On 29.05.22 00:57, Waldek Hebisch wrote:
On Sat, May 28, 2022 at 11:45:26PM +0200, Ralf Hemmecke wrote:
Does anyone know why the original developers did not allow to copy a cyclic
list?
I guess, one could implement a copy that is again a cyclic list.
copy x ==
y := empty()
for k in 0.. while not empty? x repeat
k = cycleMax and cyclic? x => error "cyclic list"
y := concat(first x, y)
x := rest x
reverse! y
AFAICS there are pragmatic decisions based on execution time and
expected use cases. Years ago we had similar disscussion about
'length'.
OK, I guess, a suggestion to separate List intu a true finite list and a
PossiblyCyclicList is out of question? Is it?
I actually think that true lists are important enough to have a
true-list implementation that does not allow cycles.
Above one easily sees that in each iteration "copy" calls "cyclic?" and
cyclic? calls findCycle.
findCycle x ==
y := rest x
while not empty? y repeat
if eq?(x, y) then return x
x := rest x
y := rest y
if empty? y then return y
if eq?(x, y) then return y
y := rest y
y
That looks like copy(x) is O(n^2) where n=#x for ordinary lists.
The same would apply to "=" (in the generic implementation) if
there were no direct implementation
x = y ==
eq?(x, y) => true
while not empty? x and not empty? y repeat
Qfirst x ~=$S Qfirst y => return false
x := Qrest x
y := Qrest y
empty? x and empty? y
in List(S) itself (at the cost of running into an infinite loop for
cyclic lists).
Honestly, I am not happy about it, but being pragmatic could mean that
to fix the list(a..b by s) problem, it is enough to implement it
ignoring the possibility of cyclic structures.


What you are asked to do: Whenever a line of the data below holds the string "CIBM", copy that line.

Stored entries
= Beginning of Section =
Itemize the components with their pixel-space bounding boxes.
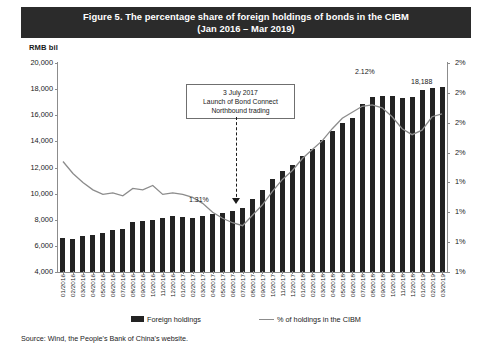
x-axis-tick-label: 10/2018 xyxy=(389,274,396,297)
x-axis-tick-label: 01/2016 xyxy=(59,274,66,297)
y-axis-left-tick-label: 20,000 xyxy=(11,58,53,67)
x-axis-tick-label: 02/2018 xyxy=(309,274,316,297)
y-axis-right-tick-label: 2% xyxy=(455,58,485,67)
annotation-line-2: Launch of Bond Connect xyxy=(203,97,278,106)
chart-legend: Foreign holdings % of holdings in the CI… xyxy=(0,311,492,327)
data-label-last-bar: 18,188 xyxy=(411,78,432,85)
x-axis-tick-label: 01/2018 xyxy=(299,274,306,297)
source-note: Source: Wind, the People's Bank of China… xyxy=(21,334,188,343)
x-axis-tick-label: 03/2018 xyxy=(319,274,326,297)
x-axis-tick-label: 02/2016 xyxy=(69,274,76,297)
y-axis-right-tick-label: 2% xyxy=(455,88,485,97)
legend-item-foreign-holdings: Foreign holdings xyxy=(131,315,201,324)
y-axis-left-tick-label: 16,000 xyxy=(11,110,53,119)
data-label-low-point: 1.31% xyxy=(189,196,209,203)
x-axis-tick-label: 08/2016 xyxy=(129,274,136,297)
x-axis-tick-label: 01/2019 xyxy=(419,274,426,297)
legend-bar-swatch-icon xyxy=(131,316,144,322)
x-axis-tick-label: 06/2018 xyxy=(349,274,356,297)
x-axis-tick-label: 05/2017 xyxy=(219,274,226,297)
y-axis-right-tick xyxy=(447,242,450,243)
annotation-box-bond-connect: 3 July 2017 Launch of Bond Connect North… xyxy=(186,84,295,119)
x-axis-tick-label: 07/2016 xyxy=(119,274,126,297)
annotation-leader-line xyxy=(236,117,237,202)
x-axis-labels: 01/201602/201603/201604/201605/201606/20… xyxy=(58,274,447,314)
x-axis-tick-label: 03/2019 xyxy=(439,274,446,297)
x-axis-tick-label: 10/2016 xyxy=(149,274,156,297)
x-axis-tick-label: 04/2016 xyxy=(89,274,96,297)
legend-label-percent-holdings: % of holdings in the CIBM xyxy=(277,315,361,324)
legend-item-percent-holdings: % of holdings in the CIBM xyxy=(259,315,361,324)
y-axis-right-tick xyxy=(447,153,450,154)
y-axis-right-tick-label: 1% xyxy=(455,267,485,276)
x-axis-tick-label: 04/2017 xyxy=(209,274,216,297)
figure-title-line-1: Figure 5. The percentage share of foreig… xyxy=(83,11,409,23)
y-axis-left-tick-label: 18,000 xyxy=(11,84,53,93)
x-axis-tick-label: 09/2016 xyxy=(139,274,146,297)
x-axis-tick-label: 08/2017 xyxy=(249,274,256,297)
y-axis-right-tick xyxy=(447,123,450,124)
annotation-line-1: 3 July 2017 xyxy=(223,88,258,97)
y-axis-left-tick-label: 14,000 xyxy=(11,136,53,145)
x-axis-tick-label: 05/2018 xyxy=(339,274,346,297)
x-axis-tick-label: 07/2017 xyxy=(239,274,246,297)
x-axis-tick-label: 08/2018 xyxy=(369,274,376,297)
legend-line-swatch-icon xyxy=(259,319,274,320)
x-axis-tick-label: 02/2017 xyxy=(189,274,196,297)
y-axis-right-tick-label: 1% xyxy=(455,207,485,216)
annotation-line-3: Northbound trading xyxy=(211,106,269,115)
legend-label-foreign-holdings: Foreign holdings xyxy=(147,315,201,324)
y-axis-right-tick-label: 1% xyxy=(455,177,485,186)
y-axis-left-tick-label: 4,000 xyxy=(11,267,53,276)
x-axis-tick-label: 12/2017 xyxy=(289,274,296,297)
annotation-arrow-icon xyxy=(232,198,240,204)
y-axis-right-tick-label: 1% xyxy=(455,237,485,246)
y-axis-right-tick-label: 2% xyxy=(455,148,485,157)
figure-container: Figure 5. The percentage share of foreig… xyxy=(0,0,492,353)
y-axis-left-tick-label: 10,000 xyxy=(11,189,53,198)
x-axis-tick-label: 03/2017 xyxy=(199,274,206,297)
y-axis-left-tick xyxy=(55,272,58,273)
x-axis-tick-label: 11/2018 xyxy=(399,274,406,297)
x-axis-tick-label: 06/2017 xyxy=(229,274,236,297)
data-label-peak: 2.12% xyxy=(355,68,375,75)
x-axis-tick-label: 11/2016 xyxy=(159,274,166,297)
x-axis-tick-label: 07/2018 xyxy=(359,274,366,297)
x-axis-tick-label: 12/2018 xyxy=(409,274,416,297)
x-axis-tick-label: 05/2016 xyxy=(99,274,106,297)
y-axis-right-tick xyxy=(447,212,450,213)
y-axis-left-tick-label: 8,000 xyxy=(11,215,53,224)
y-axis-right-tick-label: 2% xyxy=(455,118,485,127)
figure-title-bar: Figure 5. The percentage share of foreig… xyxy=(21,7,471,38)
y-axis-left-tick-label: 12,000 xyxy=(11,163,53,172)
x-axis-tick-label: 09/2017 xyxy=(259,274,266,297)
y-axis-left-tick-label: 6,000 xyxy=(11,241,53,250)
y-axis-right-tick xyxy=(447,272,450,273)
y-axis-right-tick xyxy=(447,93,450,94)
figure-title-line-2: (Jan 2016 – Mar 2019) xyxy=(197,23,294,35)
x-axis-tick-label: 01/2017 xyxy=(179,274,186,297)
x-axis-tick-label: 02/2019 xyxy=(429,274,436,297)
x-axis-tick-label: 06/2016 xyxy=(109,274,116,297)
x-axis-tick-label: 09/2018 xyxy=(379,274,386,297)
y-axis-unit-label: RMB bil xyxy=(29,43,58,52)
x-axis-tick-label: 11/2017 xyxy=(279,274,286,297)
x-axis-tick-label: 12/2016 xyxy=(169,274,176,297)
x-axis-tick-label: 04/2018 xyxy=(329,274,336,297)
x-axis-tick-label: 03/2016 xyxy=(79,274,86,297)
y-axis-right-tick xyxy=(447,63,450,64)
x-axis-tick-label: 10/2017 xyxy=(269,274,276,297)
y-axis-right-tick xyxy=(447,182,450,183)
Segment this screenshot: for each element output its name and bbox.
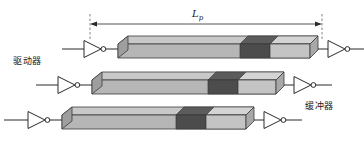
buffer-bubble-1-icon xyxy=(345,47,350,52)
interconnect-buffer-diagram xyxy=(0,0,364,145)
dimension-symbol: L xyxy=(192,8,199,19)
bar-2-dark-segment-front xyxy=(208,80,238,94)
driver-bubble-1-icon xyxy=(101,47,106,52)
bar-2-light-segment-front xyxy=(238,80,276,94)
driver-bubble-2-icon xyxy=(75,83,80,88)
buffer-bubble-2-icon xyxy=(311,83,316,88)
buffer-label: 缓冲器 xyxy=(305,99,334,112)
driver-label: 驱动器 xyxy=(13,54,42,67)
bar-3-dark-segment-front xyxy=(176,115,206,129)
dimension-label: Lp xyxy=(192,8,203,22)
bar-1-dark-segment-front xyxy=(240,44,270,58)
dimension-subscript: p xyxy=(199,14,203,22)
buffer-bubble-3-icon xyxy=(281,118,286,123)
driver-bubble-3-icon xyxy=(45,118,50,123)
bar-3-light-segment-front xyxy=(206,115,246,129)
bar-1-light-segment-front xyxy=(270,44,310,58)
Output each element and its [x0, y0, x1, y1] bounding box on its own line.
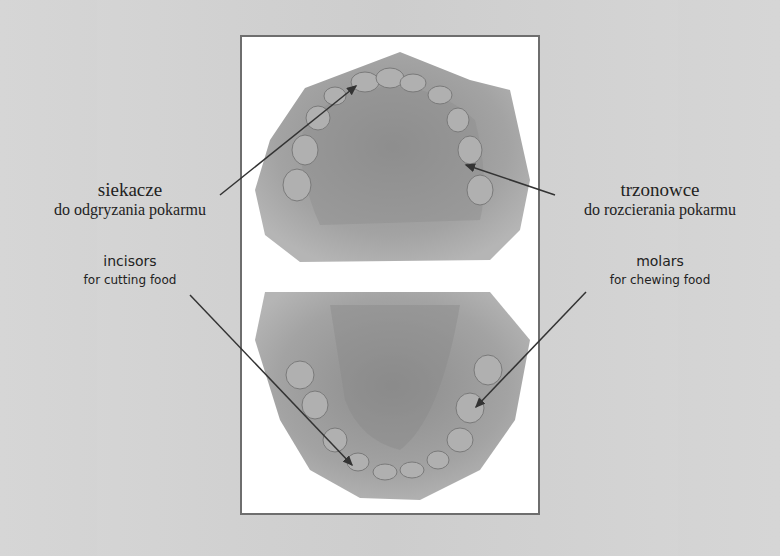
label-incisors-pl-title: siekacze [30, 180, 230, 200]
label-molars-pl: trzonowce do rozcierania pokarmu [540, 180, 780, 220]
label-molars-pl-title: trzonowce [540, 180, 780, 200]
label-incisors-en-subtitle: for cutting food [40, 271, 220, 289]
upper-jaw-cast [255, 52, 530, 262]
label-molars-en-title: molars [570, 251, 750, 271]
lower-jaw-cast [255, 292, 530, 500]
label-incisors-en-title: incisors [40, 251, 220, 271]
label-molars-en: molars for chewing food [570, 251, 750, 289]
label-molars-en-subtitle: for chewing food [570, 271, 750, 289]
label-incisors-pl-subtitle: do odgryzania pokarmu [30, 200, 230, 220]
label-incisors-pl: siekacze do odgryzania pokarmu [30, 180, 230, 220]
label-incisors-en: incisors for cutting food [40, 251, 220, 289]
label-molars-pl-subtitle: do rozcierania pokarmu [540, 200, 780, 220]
= End of Section =
Result of the task:
legend-label-percent-holdings: % of holdings in the CIBM xyxy=(277,315,361,324)
legend-item-percent-holdings: % of holdings in the CIBM xyxy=(259,315,361,324)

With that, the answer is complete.